It seems like a simple, and eminently sensible change. Instead of paying for hours of service and spare parts for military platforms, and trying to forecast usage, set required reliability levels. Then implement public-private partnerships and pay defense contractors a fixed rate per year, with incentives and penalties centered around required in-service rates. Sensible? Yes, and financially attractive because it turns large portions of the maintenance budget into pre-contracted, fixed costs. Simple? No.
Minor complications include the critical importance of in-service availability as something that extends beyond a mere contract term, and the need to avoid bankrupting one’s contractors after they have accepted most of your fleet’s maintenance risk. To which one must add factors such as highly variable per-year usage rates for equipment, the lack of adequate information to make accurate forecasts on either side of the table, the importance of creating the right incentives around long-term maintenance so this is not skimped, and the need to factor maintainability into future equipment contracts in a much more integrated fashion. Each one of those aspects, taken by itself, represents a major challenge. Together, they present formidable obstacles to success.
Tornado maintenance
Faced with constrained budgets and rising maintenance costs, however, the British Ministry of Defence has spent the last several years creating exactly this kind of “future contracting for availability” through-life maintenance framework for platform after platform. The efforts of exceptional individuals like former Air Vice-Marshal Nigel Bairsto have made a tremendous difference, and so has the extensive organizational commitment of multiple MoD agencies and front-line commanders. Britain currently leads the world in this field, even as the rising curve of aging defense equipment throughout the Western world forces defense ministries and departments to confront the same issues. This Spotlight article provides an index of DID’s coverage in this area.
Gen. Arthur Lichte, the commander of USAF Air Mobility Command, recently placed the stakes behind the $30+ billion, 175 aircraft KC-X aerial refueling tanker contract in perspective, and discussed past aerial tanker program issues, as he addressed the Logistics Officer Association. He began by discussing the 707-based KC-135E fleet. Their tires must be rotated every 7 days, and every 45 days they must be towed and their engines run to keep them in a “flyable status” as directed by law. Will they fly? No.
“For example, we need to retire our KC-135 (Stratotanker) E models — their struts need repair. At the end of this year, we’ll have 85 of them parked on our ramps, and we don’t fly them. This type of maintenance of old aircraft is costing money. As a matter of fact, it costs about $100,000 per aircraft per year. We need some relief from this.”
He added that even if the first KC-X aircraft is delivered on time in 2011, and 15 a year are delivered after that, the last KC-135 will leave the fleet in 2048, at an age of about 87 years. However, if the program runs into any problems and slips by just 3 years, and Air Force officials are unable to procure 15 aircraft a year, the last KC-135 could retire in the year 2082, when it would be more than 120 years old. DID examines the calculations involved, then cover’s Lichte’s comments re: past upgrade efforts for the tanker fleet and the C-5/C-17 decision that is pending…
W. G. Yates and Sons Construction Co. in Oxford, MS received a $73.8 million firm-fixed price contract for the design and reconstruction of 9 projects at Keesler Air Force Base including a training aids facility, postal center, fire crash rescue station, munitions inspection facility, library, consolidated open mess, recreation center, student dorm, and a refueler maintenance facility. All were damaged by Hurricane Katrina, and the contract contains 2 options totaling $23.6 million, which may be exercised within 180 calendar days, bringing the total contract amount to $97.4 million.
Keesler AFB bills itself as the “electronics training center of excellence” for the USAF, and is the home of Keesler Medical Center, the 2nd largest USAF medical facility. Work will be performed in Biloxi, Miss. and is expected to be complete by February 2010. This contract was competitively procured as a 2-phase design build via the Naval Facilities Engineering Command e-solicitation website, with 8 proposals received in Phase I, 5 selected to proceed to Phase II, and 2 proposals received in Phase II. The Naval Facilities Engineering Command, Southeast in Jacksonville, FL (N69450-08-C-0754).
The U.S. Court of Appeals for the Armed Forces recently ruled that a service member who received notice that she was required to undergo a random urinalysis test, and who e-mailed several other people to discuss her strategies for beating the tests to avoid discovery of her drug use, was not sufficiently informed of the DoD policy that employees have no right of privacy when using government computer systems. It set aside the findings, and her sentence.
In response, the US Department of Defense has replaced its decade-old banner warning with a new one. The banner notifies users that their systems may be monitored for “penetration testing, (communications security), monitoring, network defense, quality control, and employee misconduct, law enforcement and counterintelligence investigations,” adding that all security systems in place are there to provide security for the benefit of the government, not to provide personal privacy to employees. A related notice will appear on government BlackBerry devices and other personal digital assistants and personal electronic devices.
Members of the defense community sending emails to colleagues in the Pentagon, or otherwise working with DoD employees, need to keep these things in mind. USAF release.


# [Task to carry out]
Show every line of the records below that contains the word "text".

[Stored data]
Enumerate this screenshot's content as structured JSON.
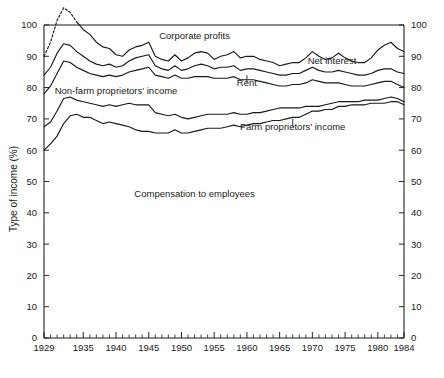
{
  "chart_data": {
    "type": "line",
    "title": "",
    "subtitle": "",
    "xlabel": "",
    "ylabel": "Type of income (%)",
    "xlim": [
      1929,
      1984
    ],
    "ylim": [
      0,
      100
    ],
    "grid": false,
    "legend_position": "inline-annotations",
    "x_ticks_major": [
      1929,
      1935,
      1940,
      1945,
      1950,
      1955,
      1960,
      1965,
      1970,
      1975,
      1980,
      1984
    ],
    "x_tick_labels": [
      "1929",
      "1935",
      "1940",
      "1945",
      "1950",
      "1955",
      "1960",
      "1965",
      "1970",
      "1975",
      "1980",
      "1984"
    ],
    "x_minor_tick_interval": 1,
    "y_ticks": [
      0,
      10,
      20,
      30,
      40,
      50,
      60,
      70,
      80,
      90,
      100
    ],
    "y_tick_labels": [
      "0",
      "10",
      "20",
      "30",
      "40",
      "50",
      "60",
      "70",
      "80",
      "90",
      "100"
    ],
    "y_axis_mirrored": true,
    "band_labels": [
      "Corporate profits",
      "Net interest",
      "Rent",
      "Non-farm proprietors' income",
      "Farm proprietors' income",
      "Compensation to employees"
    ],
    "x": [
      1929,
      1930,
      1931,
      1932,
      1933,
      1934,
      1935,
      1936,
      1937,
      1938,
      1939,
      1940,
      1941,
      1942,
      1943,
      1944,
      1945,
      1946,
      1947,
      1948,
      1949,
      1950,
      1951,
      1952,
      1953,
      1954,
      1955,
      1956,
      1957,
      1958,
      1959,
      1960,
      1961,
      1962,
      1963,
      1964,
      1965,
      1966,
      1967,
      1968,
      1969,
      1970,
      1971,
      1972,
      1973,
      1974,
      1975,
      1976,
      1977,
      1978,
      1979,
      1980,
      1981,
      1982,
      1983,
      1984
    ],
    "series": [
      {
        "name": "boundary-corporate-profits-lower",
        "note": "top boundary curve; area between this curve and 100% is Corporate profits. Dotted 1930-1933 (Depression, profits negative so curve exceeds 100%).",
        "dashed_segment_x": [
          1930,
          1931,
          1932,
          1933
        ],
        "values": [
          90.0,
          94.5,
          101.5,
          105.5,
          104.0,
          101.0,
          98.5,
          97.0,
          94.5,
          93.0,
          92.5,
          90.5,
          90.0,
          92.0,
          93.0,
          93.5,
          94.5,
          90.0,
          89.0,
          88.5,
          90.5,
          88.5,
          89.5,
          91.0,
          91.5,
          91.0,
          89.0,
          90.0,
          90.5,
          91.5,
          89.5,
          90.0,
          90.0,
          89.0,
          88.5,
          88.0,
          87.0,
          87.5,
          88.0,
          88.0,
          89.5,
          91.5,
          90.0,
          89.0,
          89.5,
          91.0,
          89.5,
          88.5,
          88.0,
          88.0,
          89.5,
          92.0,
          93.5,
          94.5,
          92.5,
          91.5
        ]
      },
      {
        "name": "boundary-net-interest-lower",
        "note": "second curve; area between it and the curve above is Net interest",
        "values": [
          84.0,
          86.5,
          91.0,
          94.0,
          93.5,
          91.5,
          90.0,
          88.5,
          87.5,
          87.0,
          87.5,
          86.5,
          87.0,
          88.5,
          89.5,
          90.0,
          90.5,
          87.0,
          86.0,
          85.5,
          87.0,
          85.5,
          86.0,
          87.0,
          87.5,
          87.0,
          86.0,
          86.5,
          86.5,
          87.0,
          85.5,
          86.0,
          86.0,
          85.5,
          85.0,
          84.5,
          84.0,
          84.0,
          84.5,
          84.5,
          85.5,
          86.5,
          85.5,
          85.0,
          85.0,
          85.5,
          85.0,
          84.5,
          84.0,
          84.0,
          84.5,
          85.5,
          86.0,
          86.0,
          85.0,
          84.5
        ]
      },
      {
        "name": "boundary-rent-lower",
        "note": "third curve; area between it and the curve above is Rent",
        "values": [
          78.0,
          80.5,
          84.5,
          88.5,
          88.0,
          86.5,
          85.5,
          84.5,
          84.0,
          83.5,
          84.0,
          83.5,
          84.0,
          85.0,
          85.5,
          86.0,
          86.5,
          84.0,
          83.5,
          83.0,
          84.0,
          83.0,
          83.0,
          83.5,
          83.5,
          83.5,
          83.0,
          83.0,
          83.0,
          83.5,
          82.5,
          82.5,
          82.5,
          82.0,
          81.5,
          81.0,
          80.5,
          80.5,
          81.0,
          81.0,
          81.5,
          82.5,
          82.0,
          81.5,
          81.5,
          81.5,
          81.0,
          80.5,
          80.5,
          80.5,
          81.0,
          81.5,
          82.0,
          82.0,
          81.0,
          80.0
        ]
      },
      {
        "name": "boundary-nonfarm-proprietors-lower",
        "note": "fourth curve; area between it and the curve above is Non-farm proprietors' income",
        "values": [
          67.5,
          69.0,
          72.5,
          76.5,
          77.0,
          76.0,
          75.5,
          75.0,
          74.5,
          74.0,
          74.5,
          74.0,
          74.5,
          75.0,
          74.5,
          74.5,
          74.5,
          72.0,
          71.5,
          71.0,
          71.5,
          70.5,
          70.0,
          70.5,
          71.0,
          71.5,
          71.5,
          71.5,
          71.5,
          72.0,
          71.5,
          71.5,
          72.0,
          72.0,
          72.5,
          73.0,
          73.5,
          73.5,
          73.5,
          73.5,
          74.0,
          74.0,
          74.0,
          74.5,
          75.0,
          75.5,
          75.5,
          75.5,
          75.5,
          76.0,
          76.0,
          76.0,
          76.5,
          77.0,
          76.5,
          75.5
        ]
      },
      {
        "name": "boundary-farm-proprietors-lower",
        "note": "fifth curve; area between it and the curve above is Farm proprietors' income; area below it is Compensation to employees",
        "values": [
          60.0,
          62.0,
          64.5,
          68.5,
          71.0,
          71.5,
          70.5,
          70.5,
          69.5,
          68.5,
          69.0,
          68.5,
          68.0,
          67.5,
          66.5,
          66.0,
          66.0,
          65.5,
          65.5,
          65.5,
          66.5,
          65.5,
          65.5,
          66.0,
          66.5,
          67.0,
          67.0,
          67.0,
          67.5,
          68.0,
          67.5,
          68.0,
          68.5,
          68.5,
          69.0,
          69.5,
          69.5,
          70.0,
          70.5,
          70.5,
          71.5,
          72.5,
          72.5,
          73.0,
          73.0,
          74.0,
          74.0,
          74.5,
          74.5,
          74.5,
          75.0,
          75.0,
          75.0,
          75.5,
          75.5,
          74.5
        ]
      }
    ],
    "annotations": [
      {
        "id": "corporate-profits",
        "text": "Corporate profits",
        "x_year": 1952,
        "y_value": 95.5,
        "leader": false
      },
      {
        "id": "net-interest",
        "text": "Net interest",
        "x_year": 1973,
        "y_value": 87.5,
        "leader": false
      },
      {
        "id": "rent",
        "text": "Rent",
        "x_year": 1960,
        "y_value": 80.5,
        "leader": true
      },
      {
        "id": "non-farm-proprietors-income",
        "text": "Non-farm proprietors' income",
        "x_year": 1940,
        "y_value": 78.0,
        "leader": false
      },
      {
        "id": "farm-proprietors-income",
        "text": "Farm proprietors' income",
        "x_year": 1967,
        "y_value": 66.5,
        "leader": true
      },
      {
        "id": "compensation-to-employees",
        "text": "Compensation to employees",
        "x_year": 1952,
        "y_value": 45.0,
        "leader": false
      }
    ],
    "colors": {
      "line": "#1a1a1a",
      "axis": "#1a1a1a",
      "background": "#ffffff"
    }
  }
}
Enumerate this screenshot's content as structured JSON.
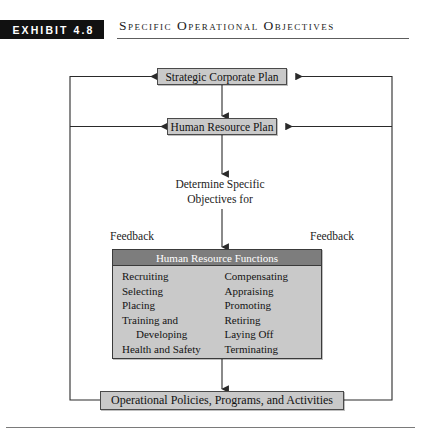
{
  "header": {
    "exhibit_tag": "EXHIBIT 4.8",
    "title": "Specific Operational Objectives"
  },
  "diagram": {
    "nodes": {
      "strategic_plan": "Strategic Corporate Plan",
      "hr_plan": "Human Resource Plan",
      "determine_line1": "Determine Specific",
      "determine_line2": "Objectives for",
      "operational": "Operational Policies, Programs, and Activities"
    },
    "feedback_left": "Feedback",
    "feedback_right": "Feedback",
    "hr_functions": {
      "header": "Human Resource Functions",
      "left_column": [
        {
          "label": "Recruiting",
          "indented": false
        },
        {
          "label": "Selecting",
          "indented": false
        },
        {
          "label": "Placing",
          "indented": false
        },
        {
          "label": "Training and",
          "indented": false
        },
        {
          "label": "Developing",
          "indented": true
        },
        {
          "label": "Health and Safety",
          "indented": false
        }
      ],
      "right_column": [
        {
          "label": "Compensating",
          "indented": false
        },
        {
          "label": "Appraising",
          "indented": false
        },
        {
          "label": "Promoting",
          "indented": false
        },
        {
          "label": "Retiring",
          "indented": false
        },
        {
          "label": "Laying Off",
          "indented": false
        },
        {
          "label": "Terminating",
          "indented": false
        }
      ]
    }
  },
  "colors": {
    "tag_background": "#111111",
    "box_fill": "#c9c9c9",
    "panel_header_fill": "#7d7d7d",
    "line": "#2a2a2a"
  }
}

# [Response]
        "text": "Corporate profits",
        "text": "Net interest",
        "text": "Rent",
        "text": "Non-farm proprietors' income",
        "text": "Farm proprietors' income",
        "text": "Compensation to employees",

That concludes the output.